I’d like to offer my perspective as a Wampanoag Elder and as an educator on the subject of American Thanksgiving holiday. Each grade level opens the minds of students to greater understanding. I have never been invited to Thanksgiving dinner outside of my Native community so my comments are based on what I’ve read or seen on TV about how American people celebrate Thanksgiving. It is often depicted as an extended family gathering with a major feast. Sometime during the celebration members of the family express what they feel thankful for and about. Children attending are introduced to the idea of publically expressing thankfulness. I’m unaware if anyone in the families mentions my ancestors during their festivities. Ever since President Lincoln declared Thanksgiving a national holiday American teachers were comfortable just saying Indians ate dinner with the Pilgrims at the first thanksgiving. I do know that pre-school children hear for perhaps the first time about “the Indians who met the Pilgrims”. They are unlikely to learn the name of which indigenous nation hosted the first English settlers.

Rather than addressing the myth of the first thanksgiving to the younger grades I’d recommend teachers focus more on the sentiment of being thankful. Gratitude is the most powerful thanksgiving story, from my perspective as a Wampanoag. When young children grasp gratitude in a real way beyond ritual our country will be greater. Dressing children up as pilgrims, Indians, and turkeys is far removed from what our children should learn about thanksgiving ceremony. In Wampanoag culture we have four major thanksgiving ceremonies for each season with several smaller thanksgivings together for greeting such things as strawberries, green corn, and spawning fish. Nothing in our ancestors’ world was taken for granted.

Middle school students can not only grasp the sentiment of gratitude / thankfulness they can learn about the Wampanoag as a nation of people that were friendly enough to accept refugees/pilgrims into their territory. The Wampanoag also saw to it they were fed and left in peace at the village of Pawtuxet. We taught them not only to plant but which foods (fish, plants, and game) were healthy to harvest at what time of the year. This part of the world is totally different than England and Holland. Each village in Wampanoag territory was expected to feed its own people including the new English village. The first English harvest was indeed cause for celebration and thanks.

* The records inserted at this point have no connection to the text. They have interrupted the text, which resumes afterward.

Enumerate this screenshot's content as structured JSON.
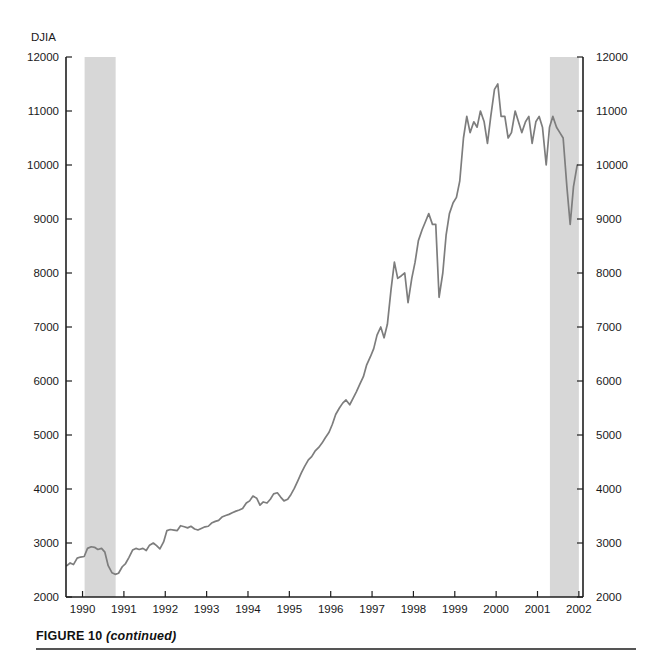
{
  "caption": {
    "label": "FIGURE 10",
    "note": "(continued)"
  },
  "chart_data": {
    "type": "line",
    "title": "",
    "subtitle": "",
    "xlabel": "",
    "ylabel": "DJIA",
    "ylabel_position": "top-left",
    "ylim": [
      2000,
      12000
    ],
    "xlim": [
      1989.6,
      2002.1
    ],
    "grid": false,
    "legend": null,
    "y_ticks": [
      2000,
      3000,
      4000,
      5000,
      6000,
      7000,
      8000,
      9000,
      10000,
      11000,
      12000
    ],
    "y_tick_labels": [
      "2000",
      "3000",
      "4000",
      "5000",
      "6000",
      "7000",
      "8000",
      "9000",
      "10000",
      "11000",
      "12000"
    ],
    "y_axis_right_ticks": [
      2000,
      3000,
      4000,
      5000,
      6000,
      7000,
      8000,
      9000,
      10000,
      11000,
      12000
    ],
    "y_axis_right_labels": [
      "2000",
      "3000",
      "4000",
      "5000",
      "6000",
      "7000",
      "8000",
      "9000",
      "10000",
      "11000",
      "12000"
    ],
    "x_ticks": [
      1990,
      1991,
      1992,
      1993,
      1994,
      1995,
      1996,
      1997,
      1998,
      1999,
      2000,
      2001,
      2002
    ],
    "x_tick_labels": [
      "1990",
      "1991",
      "1992",
      "1993",
      "1994",
      "1995",
      "1996",
      "1997",
      "1998",
      "1999",
      "2000",
      "2001",
      "2002"
    ],
    "line_color": "#7d7d7d",
    "band_color": "#d7d7d7",
    "axis_color": "#1f1f1f",
    "shaded_regions": [
      {
        "name": "recession-1990-1991",
        "start": 1990.05,
        "end": 1990.8
      },
      {
        "name": "recession-2001",
        "start": 2001.3,
        "end": 2002.0
      }
    ],
    "series": [
      {
        "name": "DJIA",
        "x": [
          1989.62,
          1989.7,
          1989.78,
          1989.87,
          1989.95,
          1990.04,
          1990.12,
          1990.21,
          1990.29,
          1990.37,
          1990.46,
          1990.54,
          1990.62,
          1990.71,
          1990.79,
          1990.87,
          1990.96,
          1991.04,
          1991.12,
          1991.21,
          1991.29,
          1991.37,
          1991.46,
          1991.54,
          1991.62,
          1991.71,
          1991.79,
          1991.87,
          1991.96,
          1992.04,
          1992.12,
          1992.21,
          1992.29,
          1992.37,
          1992.46,
          1992.54,
          1992.62,
          1992.71,
          1992.79,
          1992.87,
          1992.96,
          1993.04,
          1993.12,
          1993.21,
          1993.29,
          1993.37,
          1993.46,
          1993.54,
          1993.62,
          1993.71,
          1993.79,
          1993.87,
          1993.96,
          1994.04,
          1994.12,
          1994.21,
          1994.29,
          1994.37,
          1994.46,
          1994.54,
          1994.62,
          1994.71,
          1994.79,
          1994.87,
          1994.96,
          1995.04,
          1995.12,
          1995.21,
          1995.29,
          1995.37,
          1995.46,
          1995.54,
          1995.62,
          1995.71,
          1995.79,
          1995.87,
          1995.96,
          1996.04,
          1996.12,
          1996.21,
          1996.29,
          1996.37,
          1996.46,
          1996.54,
          1996.62,
          1996.71,
          1996.79,
          1996.87,
          1996.96,
          1997.04,
          1997.12,
          1997.21,
          1997.29,
          1997.37,
          1997.46,
          1997.54,
          1997.62,
          1997.71,
          1997.79,
          1997.87,
          1997.96,
          1998.04,
          1998.12,
          1998.21,
          1998.29,
          1998.37,
          1998.46,
          1998.54,
          1998.62,
          1998.71,
          1998.79,
          1998.87,
          1998.96,
          1999.04,
          1999.12,
          1999.21,
          1999.29,
          1999.37,
          1999.46,
          1999.54,
          1999.62,
          1999.71,
          1999.79,
          1999.87,
          1999.96,
          2000.04,
          2000.12,
          2000.21,
          2000.29,
          2000.37,
          2000.46,
          2000.54,
          2000.62,
          2000.71,
          2000.79,
          2000.87,
          2000.96,
          2001.04,
          2001.12,
          2001.21,
          2001.29,
          2001.37,
          2001.46,
          2001.54,
          2001.62,
          2001.71,
          2001.79,
          2001.87,
          2001.96
        ],
        "values": [
          2580,
          2630,
          2600,
          2720,
          2740,
          2750,
          2900,
          2930,
          2920,
          2880,
          2900,
          2830,
          2580,
          2450,
          2420,
          2440,
          2560,
          2620,
          2730,
          2870,
          2900,
          2880,
          2900,
          2860,
          2960,
          3000,
          2950,
          2890,
          3020,
          3230,
          3250,
          3240,
          3230,
          3320,
          3300,
          3280,
          3310,
          3260,
          3240,
          3270,
          3300,
          3310,
          3370,
          3400,
          3420,
          3480,
          3510,
          3530,
          3560,
          3590,
          3610,
          3640,
          3740,
          3780,
          3870,
          3830,
          3700,
          3760,
          3740,
          3810,
          3910,
          3930,
          3850,
          3780,
          3810,
          3900,
          4010,
          4160,
          4300,
          4420,
          4540,
          4600,
          4700,
          4770,
          4850,
          4950,
          5050,
          5200,
          5380,
          5500,
          5590,
          5650,
          5560,
          5680,
          5800,
          5950,
          6080,
          6300,
          6450,
          6600,
          6850,
          7000,
          6800,
          7050,
          7700,
          8200,
          7900,
          7950,
          8000,
          7450,
          7900,
          8200,
          8600,
          8800,
          8950,
          9100,
          8900,
          8900,
          7550,
          8000,
          8700,
          9100,
          9300,
          9400,
          9700,
          10500,
          10900,
          10600,
          10800,
          10700,
          11000,
          10800,
          10400,
          10900,
          11400,
          11500,
          10900,
          10900,
          10500,
          10600,
          11000,
          10800,
          10600,
          10800,
          10900,
          10400,
          10800,
          10900,
          10700,
          10000,
          10700,
          10900,
          10700,
          10600,
          10500,
          9600,
          8900,
          9600,
          10000
        ]
      }
    ]
  }
}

High school students are hopefully mature enough to understand the myth of the socalled first thanksgiving. The Wampanoag leadership accepted the encampment of English as friends through treaty. The Mayflower ship sailed away without them. Twenty three men, women, and children left in a strange land across the Atlantic Ocean surviving at the goodness of our tolerance. The first settlement of English was an eccentric group trying to figure out what their god wanted of them. Not all the settlers were Puritans/pilgrims. Others were Quakers, Separatists, Loyalists, and entrepreneurs willing to sail to Virginia to settle at Jamestown. The Puritan religion died out after only one generation. One could actually consider it a cult. High school and college students can conduct research around the early relationship between the Wampanoag and colonists. Yet again I return to the spirit of thanksgiving as expressing gratitude. We can all be proud that our country has a national holiday centered upon simply being thankful.

Ramona Peters is the historic preservation officer for Mashpee Wampanoag tribe.